Nobody but the rabid party back and the subliminally naïve would believe that the Board of Commissioners at WASA would have approved such ‘decent salary’ hikes for the Executive Management since March last year without reference to the line Minister and the Public Sector Negotiations Committee on which the said Minister is a member.  We do not believe it – except if that Board of Commissioners represented the ‘Rogue Elephants’ of whom a former Prime Minister spoke during the worst incidences of corruption and malfeasance in the political governance of this country.

The obviously marked inexperience of the Minister is what would most likely be made the excuse, in subtle attempts to gloss over what was surely an agenda to execute different strokes for different folks.  The stretched explanation given to the Senate and the country does not hold water.  The Minister owes a better and more truthful explanation, or the Board of Governors ought to be called to book for not reporting to its line Minister and its refusal to refer decisions and/or recommendations on Terms and Conditions of Employment for Non-Unionised Staff and Contract officers to the Public Sector Negotiations Committee for Ministerial sanction.  This must not be allowed to pass as ‘water under the bridge’ – no! Not just so! The matter is not solved by the Minister merely instructing that the relevant WASA personnel be reverted to their previous remuneration packages.

Every such person is now potentially disgruntled and with reason too.  And their situation – each one of them – is aggravated, psychologically and otherwise, by recommendations immediately following, to substantially increase the Salaries of Government personnel – increases which one might argue are well deserved and necessary.  It may well be argued too, that if the bunglers should get more pay, the Executive Management and Employees of WASA deserve better.

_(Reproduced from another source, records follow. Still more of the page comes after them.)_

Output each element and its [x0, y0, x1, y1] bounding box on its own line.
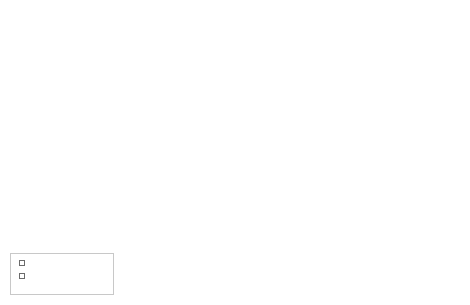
chart-legend — [10, 253, 114, 295]
legend-swatch-target — [19, 260, 25, 266]
legend-swatch-coverage — [19, 273, 25, 279]
radar-chart — [0, 0, 470, 305]
legend-item-coverage[interactable] — [19, 273, 113, 279]
legend-item-target[interactable] — [19, 260, 113, 266]
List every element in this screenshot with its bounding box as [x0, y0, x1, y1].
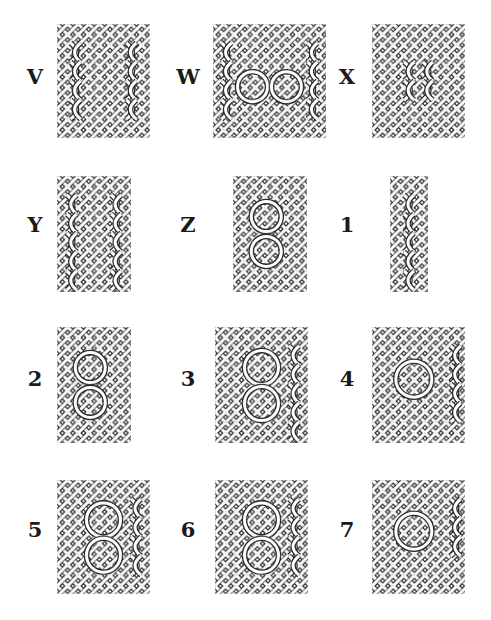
panel-label: W [176, 66, 200, 87]
knot-pattern-graphic [390, 176, 428, 292]
knot-pattern-graphic [57, 176, 131, 292]
knot-pattern-graphic [215, 327, 308, 443]
knot-pattern-graphic [372, 24, 465, 138]
panel-label: 6 [181, 519, 196, 540]
knot-pattern-graphic [233, 176, 307, 292]
knotwork-panel [215, 327, 308, 443]
panel-label: 7 [340, 519, 355, 540]
panel-label: 1 [340, 214, 355, 235]
knotwork-panel [57, 24, 150, 138]
panel-label: 3 [181, 368, 196, 389]
knotwork-panel [213, 24, 326, 138]
knotwork-panel [372, 327, 465, 443]
knotwork-panel [233, 176, 307, 292]
knotwork-panel [390, 176, 428, 292]
panel-label: V [27, 66, 43, 87]
panel-label: Y [28, 214, 43, 235]
panel-label: 2 [28, 368, 43, 389]
knotwork-panel [372, 24, 465, 138]
knot-pattern-graphic [215, 480, 308, 594]
knot-pattern-graphic [57, 327, 131, 443]
knotwork-panel [57, 327, 131, 443]
panel-label: X [339, 66, 355, 87]
knotwork-panel [372, 480, 465, 594]
panel-label: 5 [28, 519, 43, 540]
knotwork-panel [215, 480, 308, 594]
knotwork-panel [57, 480, 150, 594]
knot-pattern-graphic [372, 327, 465, 443]
knot-pattern-graphic [372, 480, 465, 594]
knotwork-panel [57, 176, 131, 292]
knot-pattern-graphic [213, 24, 326, 138]
knot-pattern-graphic [57, 480, 150, 594]
knot-pattern-graphic [57, 24, 150, 138]
panel-label: 4 [340, 368, 355, 389]
panel-label: Z [180, 214, 195, 235]
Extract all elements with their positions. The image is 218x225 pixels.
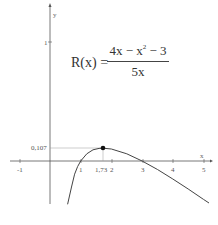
function-curve bbox=[68, 148, 209, 204]
y-tick-label-0107: 0,107 bbox=[31, 144, 47, 152]
x-tick-label-3: 3 bbox=[141, 166, 145, 174]
y-axis-label: y bbox=[53, 11, 57, 19]
x-tick-label-1: 1 bbox=[79, 166, 83, 174]
maximum-point bbox=[101, 146, 106, 151]
y-tick-label-1: 1 bbox=[44, 39, 48, 47]
x-tick-label-4: 4 bbox=[171, 166, 175, 174]
x-tick-label-5: 5 bbox=[202, 166, 206, 174]
x-tick-label-neg1: -1 bbox=[17, 166, 23, 174]
formula-numerator: 4x − x2 − 3 bbox=[107, 43, 169, 59]
y-axis-arrow-icon bbox=[49, 3, 52, 7]
function-graph: -1 1 1,73 2 3 4 5 1 0,107 x y bbox=[0, 0, 218, 225]
formula-lhs: R(x) = bbox=[71, 55, 108, 71]
x-axis-arrow-icon bbox=[210, 160, 213, 163]
fraction-bar bbox=[107, 61, 169, 62]
x-tick-label-173: 1,73 bbox=[95, 166, 108, 174]
x-tick-label-2: 2 bbox=[110, 166, 114, 174]
function-formula: R(x) = 4x − x2 − 3 5x bbox=[71, 43, 171, 83]
x-axis-label: x bbox=[200, 152, 204, 160]
formula-denominator: 5x bbox=[107, 64, 169, 80]
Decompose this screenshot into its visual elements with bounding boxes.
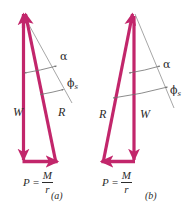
label-vector-r-a: R xyxy=(58,106,65,118)
alpha-symbol-b: α xyxy=(163,58,170,71)
label-vector-r-b: R xyxy=(99,108,106,120)
label-p-lead-a: P = xyxy=(23,177,40,188)
vector-r-a xyxy=(26,14,57,163)
label-angle-phis-b: ϕs xyxy=(170,85,181,98)
label-vector-p-b: P = M r xyxy=(102,170,132,195)
phi-subscript-b: s xyxy=(178,90,182,98)
phi-symbol-b: ϕ xyxy=(170,84,178,97)
panel-b xyxy=(102,14,175,163)
phi-symbol-a: ϕ xyxy=(67,77,75,90)
label-vector-w-b: W xyxy=(140,108,150,120)
fraction-denominator-b: r xyxy=(123,184,129,195)
alpha-symbol-a: α xyxy=(60,50,67,63)
arc-alpha-a xyxy=(25,66,57,73)
arc-phis-a xyxy=(41,90,64,95)
fraction-m-over-r-b: M r xyxy=(121,170,132,195)
label-angle-phis-a: ϕs xyxy=(67,78,78,91)
fraction-numerator-b: M xyxy=(121,170,132,181)
label-p-lead-b: P = xyxy=(102,177,119,188)
vector-r-b xyxy=(103,14,133,163)
label-angle-alpha-b: α xyxy=(163,59,170,70)
label-vector-p-a: P = M r xyxy=(23,170,53,195)
label-vector-w-a: W xyxy=(13,106,23,118)
arc-phis-b xyxy=(113,87,168,98)
phi-subscript-a: s xyxy=(75,83,79,91)
caption-panel-a: (a) xyxy=(51,191,63,201)
panel-a xyxy=(23,14,73,163)
fraction-denominator-a: r xyxy=(44,184,50,195)
fraction-numerator-a: M xyxy=(42,170,53,181)
caption-panel-b: (b) xyxy=(145,191,157,201)
label-angle-alpha-a: α xyxy=(60,51,67,62)
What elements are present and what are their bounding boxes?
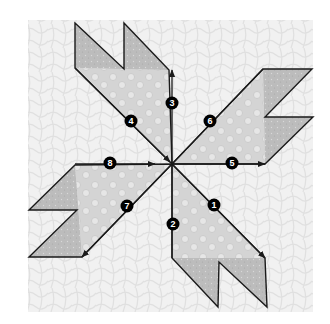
step-badge-8: 8 <box>104 157 117 170</box>
step-label-4: 4 <box>128 116 133 126</box>
step-label-7: 7 <box>124 201 129 211</box>
quilt-diagram: 1 2 3 4 5 6 7 8 <box>0 0 330 324</box>
step-badge-7: 7 <box>121 200 134 213</box>
step-label-2: 2 <box>170 219 175 229</box>
step-badge-5: 5 <box>226 157 239 170</box>
step-label-8: 8 <box>107 158 112 168</box>
step-badge-6: 6 <box>204 115 217 128</box>
step-badge-2: 2 <box>167 218 180 231</box>
step-label-5: 5 <box>229 158 234 168</box>
step-badge-1: 1 <box>208 199 221 212</box>
step-badge-3: 3 <box>166 97 179 110</box>
step-label-1: 1 <box>211 200 216 210</box>
step-badge-4: 4 <box>125 115 138 128</box>
step-label-3: 3 <box>169 98 174 108</box>
step-label-6: 6 <box>207 116 212 126</box>
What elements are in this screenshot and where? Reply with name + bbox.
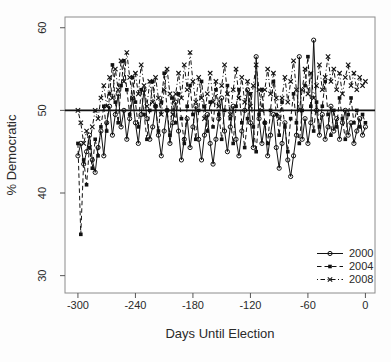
marker-filled-square	[171, 96, 175, 100]
x-tick-label: 0	[362, 299, 368, 311]
marker-filled-square	[85, 183, 89, 187]
marker-filled-square	[326, 113, 330, 117]
marker-filled-square	[185, 104, 189, 108]
marker-filled-square	[91, 166, 95, 170]
marker-filled-square	[220, 137, 224, 141]
marker-filled-square	[243, 146, 247, 150]
marker-filled-square	[303, 84, 307, 88]
marker-filled-square	[145, 137, 149, 141]
marker-filled-square	[297, 142, 301, 146]
marker-filled-square	[277, 133, 281, 137]
marker-filled-square	[361, 113, 365, 117]
marker-filled-square	[174, 121, 178, 125]
y-tick-label: 40	[36, 187, 48, 199]
marker-filled-square	[183, 142, 187, 146]
marker-filled-square	[111, 63, 115, 67]
marker-filled-square	[257, 113, 261, 117]
marker-filled-square	[82, 158, 86, 162]
marker-filled-square	[306, 55, 310, 59]
marker-filled-square	[266, 142, 270, 146]
marker-filled-square	[76, 142, 80, 146]
x-axis-title: Days Until Election	[165, 326, 274, 341]
marker-filled-square	[137, 125, 141, 129]
marker-filled-square	[289, 117, 293, 121]
marker-filled-square	[99, 125, 103, 129]
marker-filled-square	[211, 125, 215, 129]
marker-filled-square	[229, 117, 233, 121]
marker-filled-square	[226, 84, 230, 88]
marker-filled-square	[168, 133, 172, 137]
marker-filled-square	[263, 121, 267, 125]
marker-filled-square	[283, 125, 287, 129]
marker-filled-square	[96, 154, 100, 158]
y-tick-label: 30	[36, 270, 48, 282]
marker-filled-square	[335, 125, 339, 129]
marker-filled-square	[312, 129, 316, 133]
legend-label: 2000	[349, 247, 373, 259]
y-tick-label: 50	[36, 104, 48, 116]
marker-filled-square	[194, 137, 198, 141]
marker-filled-square	[349, 96, 353, 100]
marker-filled-square	[346, 113, 350, 117]
marker-filled-square	[134, 100, 138, 104]
marker-filled-square	[295, 121, 299, 125]
marker-filled-square	[338, 96, 342, 100]
x-tick-label: -300	[67, 299, 89, 311]
marker-filled-square	[180, 117, 184, 121]
marker-filled-square	[231, 142, 235, 146]
x-tick-label: -120	[239, 299, 261, 311]
legend-label: 2008	[349, 273, 373, 285]
marker-filled-square	[217, 113, 221, 117]
marker-filled-square	[188, 84, 192, 88]
marker-filled-square	[200, 80, 204, 84]
marker-filled-square	[246, 117, 250, 121]
marker-filled-square	[139, 88, 143, 92]
marker-filled-square	[292, 92, 296, 96]
marker-filled-square	[116, 121, 120, 125]
legend-label: 2004	[349, 260, 373, 272]
marker-filled-square	[157, 129, 161, 133]
marker-filled-square	[318, 125, 322, 129]
marker-filled-square	[191, 113, 195, 117]
marker-filled-square	[254, 150, 258, 154]
x-tick-label: -60	[300, 299, 316, 311]
polling-chart-figure: -300-240-180-120-60030405060 20002004200…	[0, 0, 391, 362]
polling-chart: -300-240-180-120-60030405060 20002004200…	[0, 0, 391, 362]
marker-filled-square	[315, 100, 319, 104]
marker-filled-square	[154, 104, 158, 108]
marker-filled-square	[197, 109, 201, 113]
marker-filled-square	[240, 121, 244, 125]
marker-filled-square	[142, 113, 146, 117]
marker-filled-square	[341, 117, 345, 121]
marker-filled-square	[165, 109, 169, 113]
y-axis-title: % Democratic	[4, 114, 19, 195]
y-tick-label: 60	[36, 22, 48, 34]
marker-filled-square	[309, 104, 313, 108]
marker-filled-square	[206, 129, 210, 133]
marker-filled-square	[119, 84, 123, 88]
marker-filled-square	[352, 121, 356, 125]
marker-filled-square	[274, 113, 278, 117]
marker-filled-square	[251, 125, 255, 129]
marker-filled-square	[320, 104, 324, 108]
x-tick-label: -180	[182, 299, 204, 311]
marker-filled-square	[148, 109, 152, 113]
marker-filled-square	[269, 109, 273, 113]
marker-filled-square	[355, 109, 359, 113]
legend-marker-filled-square	[328, 265, 332, 269]
marker-filled-square	[343, 137, 347, 141]
marker-filled-square	[323, 80, 327, 84]
marker-filled-square	[364, 121, 368, 125]
marker-filled-square	[79, 233, 83, 237]
marker-filled-square	[332, 109, 336, 113]
marker-filled-square	[286, 150, 290, 154]
marker-filled-square	[93, 137, 97, 141]
marker-filled-square	[114, 100, 118, 104]
marker-filled-square	[358, 125, 362, 129]
marker-filled-square	[162, 71, 166, 75]
x-tick-label: -240	[124, 299, 146, 311]
marker-filled-square	[234, 104, 238, 108]
marker-filled-square	[105, 129, 109, 133]
marker-filled-square	[125, 88, 129, 92]
marker-filled-square	[223, 109, 227, 113]
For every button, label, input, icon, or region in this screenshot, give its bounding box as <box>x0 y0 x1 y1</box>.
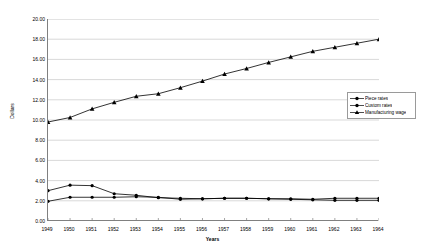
data-point-marker <box>179 198 182 201</box>
data-point-marker <box>113 192 116 195</box>
data-point-marker <box>68 184 71 187</box>
legend-item-label: Custom rates <box>365 102 392 109</box>
data-point-marker <box>68 196 71 199</box>
x-axis-tick-labels: 1949195019511952195319541955195619571958… <box>47 226 378 234</box>
y-axis-title: Dollars <box>9 91 15 131</box>
series-line <box>48 39 379 122</box>
data-point-marker <box>355 197 358 200</box>
data-point-marker <box>245 197 248 200</box>
data-point-marker <box>91 184 94 187</box>
data-point-marker <box>289 197 292 200</box>
data-point-marker <box>48 189 50 192</box>
data-point-marker <box>223 197 226 200</box>
data-point-marker <box>333 197 336 200</box>
plot-area <box>47 19 378 221</box>
data-point-marker <box>48 200 50 203</box>
series-2 <box>48 37 379 124</box>
x-axis-title: Years <box>47 236 378 242</box>
y-axis-tick-label: 14.00 <box>3 77 45 83</box>
data-point-marker <box>377 197 379 200</box>
data-point-marker <box>91 196 94 199</box>
data-point-marker <box>157 196 160 199</box>
data-point-marker <box>267 197 270 200</box>
line-chart: 0.002.004.006.008.0010.0012.0014.0016.00… <box>0 0 423 251</box>
data-point-marker <box>135 195 138 198</box>
circle-marker-icon <box>349 95 365 102</box>
data-point-marker <box>311 198 314 201</box>
legend-item-label: Manufacturing wage <box>365 109 406 116</box>
y-axis-tick-label: 18.00 <box>3 36 45 42</box>
series-1 <box>48 195 379 203</box>
legend-item[interactable]: Custom rates <box>349 102 413 109</box>
y-axis-tick-label: 6.00 <box>3 157 45 163</box>
data-point-marker <box>201 197 204 200</box>
legend-item[interactable]: Piece rates <box>349 95 413 102</box>
chart-legend: Piece ratesCustom ratesManufacturing wag… <box>347 92 416 119</box>
y-axis-tick-label: 16.00 <box>3 56 45 62</box>
series-0 <box>48 184 379 202</box>
data-point-marker <box>113 196 116 199</box>
y-axis-tick-label: 20.00 <box>3 16 45 22</box>
y-axis-tick-label: 4.00 <box>3 178 45 184</box>
y-axis-tick-label: 2.00 <box>3 198 45 204</box>
data-point-marker <box>68 115 73 119</box>
triangle-marker-icon <box>349 109 365 116</box>
x-axis-tick-label: 1964 <box>365 226 391 232</box>
legend-item-label: Piece rates <box>365 95 388 102</box>
series-line <box>48 185 379 200</box>
y-axis-tick-labels: 0.002.004.006.008.0010.0012.0014.0016.00… <box>0 19 45 221</box>
y-axis-tick-label: 0.00 <box>3 218 45 224</box>
circle-marker-icon <box>349 102 365 109</box>
plot-svg <box>48 19 379 221</box>
legend-item[interactable]: Manufacturing wage <box>349 109 413 116</box>
y-axis-tick-label: 8.00 <box>3 137 45 143</box>
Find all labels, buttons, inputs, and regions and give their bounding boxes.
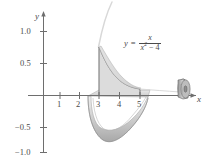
y-axis-label: y xyxy=(35,12,39,21)
denominator-exponent: 2 xyxy=(144,42,147,48)
x-tick-label-1: 1 xyxy=(57,100,61,109)
figure-solid-of-revolution: y x 1.0 0.5 −0.5 −1.0 1 2 3 4 5 y = x x2… xyxy=(0,0,209,164)
equation-denominator: x2 − 4 xyxy=(139,44,162,52)
x-tick-label-2: 2 xyxy=(76,100,80,109)
equation-lhs: y xyxy=(124,38,128,48)
x-tick-label-3: 3 xyxy=(96,100,100,109)
y-tick-label-3: −0.5 xyxy=(15,123,30,132)
equation-equals: = xyxy=(131,38,136,48)
equation-label: y = x x2 − 4 xyxy=(124,34,161,53)
denominator-rest: − 4 xyxy=(149,43,160,52)
x-tick-label-5: 5 xyxy=(137,100,141,109)
y-tick-label-2: 0.5 xyxy=(20,59,31,68)
curve-upper-asymptote-branch xyxy=(99,2,113,47)
y-tick-label-1: 1.0 xyxy=(20,27,31,36)
y-tick-label-4: −1.0 xyxy=(15,148,30,157)
figure-canvas xyxy=(0,0,209,164)
equation-fraction: x x2 − 4 xyxy=(139,34,162,53)
representative-washer-element xyxy=(178,79,190,99)
shaded-region-under-curve xyxy=(99,46,141,95)
x-axis-label: x xyxy=(197,95,201,104)
x-tick-label-4: 4 xyxy=(117,100,121,109)
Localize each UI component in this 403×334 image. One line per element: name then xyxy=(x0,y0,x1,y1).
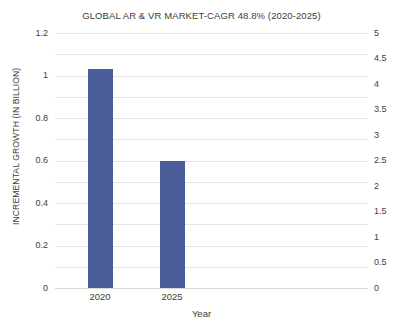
secondary-y-axis-tick-label: 3.5 xyxy=(374,105,402,114)
y-axis-tick-label: 1 xyxy=(12,71,48,80)
gridline xyxy=(55,54,368,55)
secondary-y-axis-tick-label: 2.5 xyxy=(374,156,402,165)
secondary-y-axis-tick-label: 1 xyxy=(374,233,402,242)
bar-2025[interactable] xyxy=(160,161,185,289)
axis-baseline xyxy=(55,288,368,289)
y-axis-tick-label: 1.2 xyxy=(12,29,48,38)
x-axis-tick-label-2025: 2025 xyxy=(142,292,202,302)
secondary-y-axis-tick-label: 3 xyxy=(374,131,402,140)
secondary-y-axis-tick-label: 5 xyxy=(374,29,402,38)
secondary-y-axis-tick-label: 2 xyxy=(374,182,402,191)
x-axis-title: Year xyxy=(0,308,403,319)
gridline xyxy=(55,33,368,34)
x-axis-tick-label-2020: 2020 xyxy=(70,292,130,302)
chart-title: GLOBAL AR & VR MARKET-CAGR 48.8% (2020-2… xyxy=(0,10,403,21)
secondary-y-axis-tick-label: 1.5 xyxy=(374,207,402,216)
y-axis-tick-label: 0.8 xyxy=(12,114,48,123)
chart-container: GLOBAL AR & VR MARKET-CAGR 48.8% (2020-2… xyxy=(0,0,403,334)
plot-area xyxy=(55,33,368,288)
y-axis-tick-label: 0.6 xyxy=(12,156,48,165)
secondary-y-axis-tick-label: 0.5 xyxy=(374,258,402,267)
secondary-y-axis-tick-label: 4 xyxy=(374,80,402,89)
secondary-y-axis-tick-label: 0 xyxy=(374,284,402,293)
y-axis-tick-label: 0.4 xyxy=(12,199,48,208)
y-axis-tick-label: 0.2 xyxy=(12,241,48,250)
secondary-y-axis-tick-label: 4.5 xyxy=(374,54,402,63)
bar-2020[interactable] xyxy=(88,69,113,288)
y-axis-tick-label: 0 xyxy=(12,284,48,293)
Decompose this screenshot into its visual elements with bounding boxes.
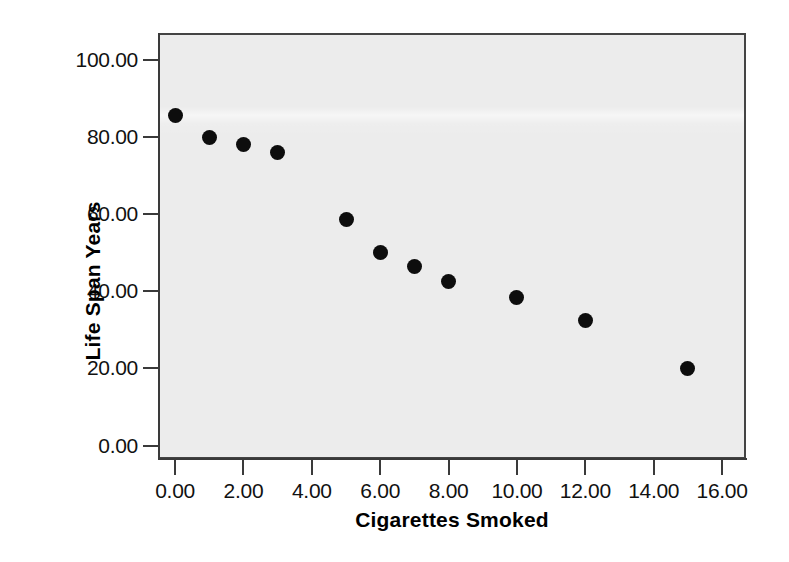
x-axis-tick-label: 14.00: [628, 479, 679, 503]
x-axis-tick-label: 8.00: [429, 479, 469, 503]
x-axis-tick: [379, 460, 381, 475]
y-axis-tick-label: 0.00: [98, 434, 138, 458]
x-axis-tick: [584, 460, 586, 475]
x-axis-tick-label: 12.00: [560, 479, 611, 503]
y-axis-tick: [143, 367, 158, 369]
y-axis-tick: [143, 445, 158, 447]
y-axis-line: [158, 33, 160, 460]
data-point: [168, 108, 183, 123]
plot-background-texture: [160, 35, 744, 457]
y-axis-tick: [143, 213, 158, 215]
x-axis-line: [158, 458, 747, 460]
y-axis-tick: [143, 136, 158, 138]
x-axis-tick: [721, 460, 723, 475]
data-point: [407, 259, 422, 274]
x-axis-tick: [174, 460, 176, 475]
x-axis-tick: [242, 460, 244, 475]
x-axis-tick-label: 0.00: [155, 479, 195, 503]
x-axis-tick-label: 16.00: [697, 479, 748, 503]
x-axis-title: Cigarettes Smoked: [158, 508, 746, 532]
y-axis-tick: [143, 290, 158, 292]
data-point: [509, 290, 524, 305]
x-axis-tick: [516, 460, 518, 475]
x-axis-tick: [448, 460, 450, 475]
y-axis-title: Life Span Years: [81, 201, 105, 360]
x-axis-tick: [653, 460, 655, 475]
plot-area: [158, 33, 746, 459]
data-point: [373, 245, 388, 260]
y-axis-tick-label: 80.00: [87, 125, 138, 149]
data-point: [202, 130, 217, 145]
x-axis-tick-label: 4.00: [292, 479, 332, 503]
x-axis-tick-label: 6.00: [360, 479, 400, 503]
y-axis-tick: [143, 59, 158, 61]
data-point: [339, 212, 354, 227]
x-axis-tick: [311, 460, 313, 475]
scatterplot-figure: 0.0020.0040.0060.0080.00100.00 0.002.004…: [0, 0, 789, 562]
y-axis-tick-label: 100.00: [76, 48, 138, 72]
x-axis-tick-label: 10.00: [491, 479, 542, 503]
data-point: [578, 313, 593, 328]
x-axis-tick-label: 2.00: [224, 479, 264, 503]
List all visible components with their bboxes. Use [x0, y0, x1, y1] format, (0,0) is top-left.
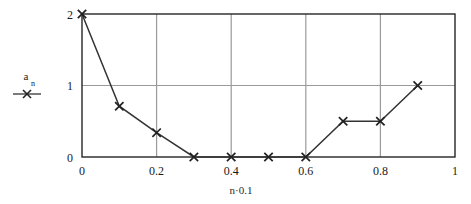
x-axis-title: n·0.1: [230, 184, 253, 196]
chart-figure: 00.20.40.60.81 012 n·0.1 a n: [0, 0, 471, 204]
y-tick-label: 0: [67, 151, 73, 165]
x-tick-label: 0.4: [224, 164, 239, 178]
x-axis-tick-labels: 00.20.40.60.81: [79, 164, 458, 178]
x-tick-label: 0.2: [149, 164, 164, 178]
x-tick-label: 0: [79, 164, 85, 178]
legend: a n: [13, 70, 41, 98]
x-tick-label: 1: [452, 164, 458, 178]
x-tick-label: 0.8: [373, 164, 388, 178]
x-tick-label: 0.6: [298, 164, 313, 178]
legend-label-a: a: [24, 70, 29, 82]
line-chart: 00.20.40.60.81 012 n·0.1 a n: [0, 0, 471, 204]
y-tick-label: 1: [67, 79, 73, 93]
legend-label-subscript-n: n: [31, 79, 35, 88]
y-tick-label: 2: [67, 8, 73, 22]
y-axis-tick-labels: 012: [67, 8, 73, 165]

And if the TSTT workers have contributed to the many $m’s of profits that that Company has made and indeed, it’s workers who made those profits, then, they deserve and must have a better deal than the Board and Management of TSTT and the PSNC are offering.  The length of the strokes between one set of folks and another is too disproportionate and must be ameliorated.  The Government’s mishandling of the many issues before it, including a deteriorating industrial relations climate, will have a greater push than the political call to civil disobedience and organized disorder made by some political operatives who are up to no good.  There is a particular Employers’ Advertisement on Radio that seeks, uncharacteristically to promote workers’ militancy.  That group however, has never been and is not now supportive of the interests of workers and the unemployed.  At the same time the Caroni (1975) issue is being plannassed and badly handled by all sides and particularly the government; at the same time, BWIA lands a con job retrenchment on 617 workers to save some dollars.  But the most callous and asinine so far has been the statement by a fool that the Government saved money and profited by the Doctors’ action and the resultant crisis in Health.  Do we count how many lives were lost and how many more were disrupted?  One experiences such a headache and feeling of nausea – symptomatic of course – when people in position of great responsibility just keep putting their feet in their mouth or just generally play the donkey. 

One also dreads the deleterious repercussions of this government performing so badly and engaging in such arrogance that the sins, corruption and general despicable behaviour of its immediate predecessor administration is obliterated and forgotten.  It must not be allowed!  But, this is the land of Bacchanal and acute, acute short sightedness.  So, say

what, a very pleasant evening to all.